Check Your Font Size, Bro | Here or There
By: Chris O'Brien
I glanced at my older brother’s phone, and it looked like he was reading from a large print Reader’s Digest. Everything was zoomed in. The app buttons were bigger. His text messages—if the standard font size is 12 pt—looked like they were 18, maybe even 20.
Which was surprising to see, because my brother is the only one in my immediate family who doesn’t have some form of glasses or contacts. He has, by all accounts, 20/20 vision. He doesn’t make an annual trip to the eye doctor. Doesn’t know the smell of optometrist breath, which is always like a strange balance of garlic and Altoids. He doesn’t know the feeling of the glaucoma test; sitting in the chair, heart rate accelerating as you prepare for the unpreparable, a little shot of air right on the eyeball. Alright, for our next test, look through this peephole, and I’m gonna shoot your eye with a Nerf gun.
But he is three years older and with age comes at least one of three things: you lose some hair, gain a few gray hairs, or experience a decrease in vision. Well, he’s still got a full head of non-graying hair, so an attack on the eyes seemed totally reasonable. It happens to everyone.
“Wow, do you have your iPhone set at the 80-year-old display setting?” I asked him like the dirtbag that I am.
“What?” he replied. And it wasn’t a defensive ‘what,’ it was more like “what are you talking about?”
“Your font size. It’s out of hand.”
“Not at all. See, you gotta give your eyes a break. You’re looking at a computer all day, why would you continue to beat them up on the phone?”
This idea immediately fascinated me. I reflected on my experience with eyesight. In fifth grade, I got back the damning result that I needed glasses. At 11 or 12-years-old, that diagnosis feels like a death sentence. I have to enter middle school on the nerd path?! Any bully will have one guaranteed “four eyes” bullet to use against me.
So, I fought against it. I rarely wore my glasses in fifth or sixth grade. By seventh grade, my eyes were too bad to continue the resistance. I had no choice but to go full-time glasses. This meant I had the middle school triple threat of glasses, braces, and acne. I grew from 5’2” to 6’2”, had no body fat to my name, was just a tall, gangly, voice cracking goon. They say seventh and eighth grade are your prime ugly years and boy do I agree. I fell down the ugly tree and hit every possible branch.
But when I started to wear glasses, it’s not as if the lenses healed my eyes. Each year my prescription got a little bit worse.
I now believe the reason for this is because glasses and contacts are admitting defeat. Your eyeballs’ morale is depleted by this decision. Ah, what’s the point in trying anymore. He doesn’t believe in us. Each year, the eyes try a little bit less, and things get a little bit worse.
This introduces two Medium Rare alternatives. The first is to do like my brother does. Give your eyes a break when you can. Go with a large font size on your phone. Do the 125 or 150 percent zoom on the computer. When the eyeballs question if they’re becoming washed up, you absolutely deny it. What are you talking about? I don’t think this font size looks bigger at all. You two are doing great! This keeps the morale up and saves your eyes’ energy for when you need them most. They’re not getting better, but they’re probably not getting much worse.
The weakness is just that: a weakness.
The other approach is to go full out Army boot camp. Go with the smallest font size possible. Send out emails with 8-pt font and make your co-workers question if you are secretly an alien. Take pleasure in reading the fine print of a legal contract. Never relax. Get five hours of sleep a night. If your eyes aren’t veiny and bloodshot, you’re not pushing them hard enough.
This second approach seems ridiculous, but if you take this idea outside of eyesight, it is often the recommended approach for how to attack our weaknesses.
Turn your weakness into a strength!
Whatever you hate doing, whatever scares you, do it over and over again until it becomes something you love.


**Task to carry out:** Below are the records; count the lines in which "Incontinence" occurs and report only that number.
Segment Start: Entries provided
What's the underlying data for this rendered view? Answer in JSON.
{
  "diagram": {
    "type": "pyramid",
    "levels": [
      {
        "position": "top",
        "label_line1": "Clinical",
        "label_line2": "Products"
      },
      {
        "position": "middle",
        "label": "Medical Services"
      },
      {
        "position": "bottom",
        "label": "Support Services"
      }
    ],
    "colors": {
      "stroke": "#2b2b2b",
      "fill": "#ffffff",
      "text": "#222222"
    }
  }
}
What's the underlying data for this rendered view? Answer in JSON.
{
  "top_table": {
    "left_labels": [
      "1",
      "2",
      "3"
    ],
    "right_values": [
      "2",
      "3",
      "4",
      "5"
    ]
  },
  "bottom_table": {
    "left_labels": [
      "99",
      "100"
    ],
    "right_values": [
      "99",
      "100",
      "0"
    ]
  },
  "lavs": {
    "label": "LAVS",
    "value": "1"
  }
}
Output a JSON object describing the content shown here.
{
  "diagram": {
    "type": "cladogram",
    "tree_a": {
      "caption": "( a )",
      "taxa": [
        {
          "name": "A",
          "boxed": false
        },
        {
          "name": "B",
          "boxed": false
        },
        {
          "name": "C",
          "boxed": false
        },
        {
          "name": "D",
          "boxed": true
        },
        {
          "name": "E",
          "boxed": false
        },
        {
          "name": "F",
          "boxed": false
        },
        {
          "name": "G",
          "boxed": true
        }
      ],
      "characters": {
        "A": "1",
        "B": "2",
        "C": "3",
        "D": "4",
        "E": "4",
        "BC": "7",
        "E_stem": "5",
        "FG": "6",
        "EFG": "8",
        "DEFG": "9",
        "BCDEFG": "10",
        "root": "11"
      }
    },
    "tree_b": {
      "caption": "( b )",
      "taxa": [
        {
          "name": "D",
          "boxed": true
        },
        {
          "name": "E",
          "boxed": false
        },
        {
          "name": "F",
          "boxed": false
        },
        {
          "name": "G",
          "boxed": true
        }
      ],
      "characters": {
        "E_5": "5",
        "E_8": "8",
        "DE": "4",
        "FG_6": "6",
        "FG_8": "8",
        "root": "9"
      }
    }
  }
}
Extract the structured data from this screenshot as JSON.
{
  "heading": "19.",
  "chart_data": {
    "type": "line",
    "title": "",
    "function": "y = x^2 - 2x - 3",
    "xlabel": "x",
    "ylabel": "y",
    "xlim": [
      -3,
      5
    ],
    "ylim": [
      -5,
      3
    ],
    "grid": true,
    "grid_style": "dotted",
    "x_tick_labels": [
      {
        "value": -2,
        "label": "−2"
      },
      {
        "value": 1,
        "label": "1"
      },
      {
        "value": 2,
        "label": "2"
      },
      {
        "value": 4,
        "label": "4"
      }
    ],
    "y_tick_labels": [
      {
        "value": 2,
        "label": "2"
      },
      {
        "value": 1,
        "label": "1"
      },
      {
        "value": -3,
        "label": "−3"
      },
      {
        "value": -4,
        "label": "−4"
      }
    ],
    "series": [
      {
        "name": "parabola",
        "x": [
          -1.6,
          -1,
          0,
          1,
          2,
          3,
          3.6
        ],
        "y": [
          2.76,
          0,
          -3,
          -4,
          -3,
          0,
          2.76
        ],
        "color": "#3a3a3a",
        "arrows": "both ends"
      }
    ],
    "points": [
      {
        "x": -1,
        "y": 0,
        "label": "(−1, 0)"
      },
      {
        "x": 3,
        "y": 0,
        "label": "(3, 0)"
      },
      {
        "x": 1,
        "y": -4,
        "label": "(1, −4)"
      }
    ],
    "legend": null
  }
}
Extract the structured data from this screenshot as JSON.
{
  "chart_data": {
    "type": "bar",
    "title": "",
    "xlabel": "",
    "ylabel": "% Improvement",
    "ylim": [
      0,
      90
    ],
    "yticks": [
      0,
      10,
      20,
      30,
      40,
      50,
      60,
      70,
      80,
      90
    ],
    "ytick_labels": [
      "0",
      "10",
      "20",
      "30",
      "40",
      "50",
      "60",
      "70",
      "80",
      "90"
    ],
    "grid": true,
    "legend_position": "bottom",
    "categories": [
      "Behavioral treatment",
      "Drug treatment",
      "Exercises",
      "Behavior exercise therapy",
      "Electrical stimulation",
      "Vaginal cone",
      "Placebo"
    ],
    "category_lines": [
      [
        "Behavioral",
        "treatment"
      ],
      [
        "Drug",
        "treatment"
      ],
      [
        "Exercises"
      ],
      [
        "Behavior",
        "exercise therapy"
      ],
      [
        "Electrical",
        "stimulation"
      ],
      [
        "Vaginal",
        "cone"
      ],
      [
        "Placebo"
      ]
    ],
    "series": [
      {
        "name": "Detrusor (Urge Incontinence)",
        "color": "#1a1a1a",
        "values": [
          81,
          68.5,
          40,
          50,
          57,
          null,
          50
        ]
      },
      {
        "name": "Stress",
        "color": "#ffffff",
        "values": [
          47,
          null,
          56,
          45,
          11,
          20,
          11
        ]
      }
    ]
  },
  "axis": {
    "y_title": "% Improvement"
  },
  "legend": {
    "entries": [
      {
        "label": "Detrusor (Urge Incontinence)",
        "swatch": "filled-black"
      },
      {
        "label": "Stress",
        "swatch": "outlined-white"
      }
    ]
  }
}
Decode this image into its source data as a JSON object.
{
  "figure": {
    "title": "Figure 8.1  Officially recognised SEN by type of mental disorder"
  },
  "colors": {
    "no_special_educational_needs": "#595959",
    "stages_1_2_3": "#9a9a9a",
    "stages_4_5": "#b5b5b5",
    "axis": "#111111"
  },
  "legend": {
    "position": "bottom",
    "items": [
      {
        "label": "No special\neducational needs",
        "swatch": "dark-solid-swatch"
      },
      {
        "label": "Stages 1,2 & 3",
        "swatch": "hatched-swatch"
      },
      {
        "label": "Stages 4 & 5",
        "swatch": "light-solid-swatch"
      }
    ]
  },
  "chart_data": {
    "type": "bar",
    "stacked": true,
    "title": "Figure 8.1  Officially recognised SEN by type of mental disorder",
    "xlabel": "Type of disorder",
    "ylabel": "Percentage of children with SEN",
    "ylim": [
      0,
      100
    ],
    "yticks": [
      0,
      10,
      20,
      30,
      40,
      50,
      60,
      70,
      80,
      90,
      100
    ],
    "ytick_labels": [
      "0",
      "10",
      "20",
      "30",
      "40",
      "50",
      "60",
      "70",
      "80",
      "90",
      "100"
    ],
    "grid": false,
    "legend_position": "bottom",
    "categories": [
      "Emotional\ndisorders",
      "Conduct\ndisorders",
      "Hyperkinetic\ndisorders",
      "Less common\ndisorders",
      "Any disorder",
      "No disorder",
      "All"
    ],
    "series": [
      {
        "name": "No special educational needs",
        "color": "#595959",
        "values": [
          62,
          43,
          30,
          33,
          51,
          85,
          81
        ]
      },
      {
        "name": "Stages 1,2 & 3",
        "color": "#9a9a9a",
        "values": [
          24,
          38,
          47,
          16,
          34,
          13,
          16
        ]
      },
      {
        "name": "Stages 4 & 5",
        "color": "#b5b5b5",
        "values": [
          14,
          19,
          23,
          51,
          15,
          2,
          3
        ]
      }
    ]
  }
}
Segment End: Entries provided
**Exercise result:** 2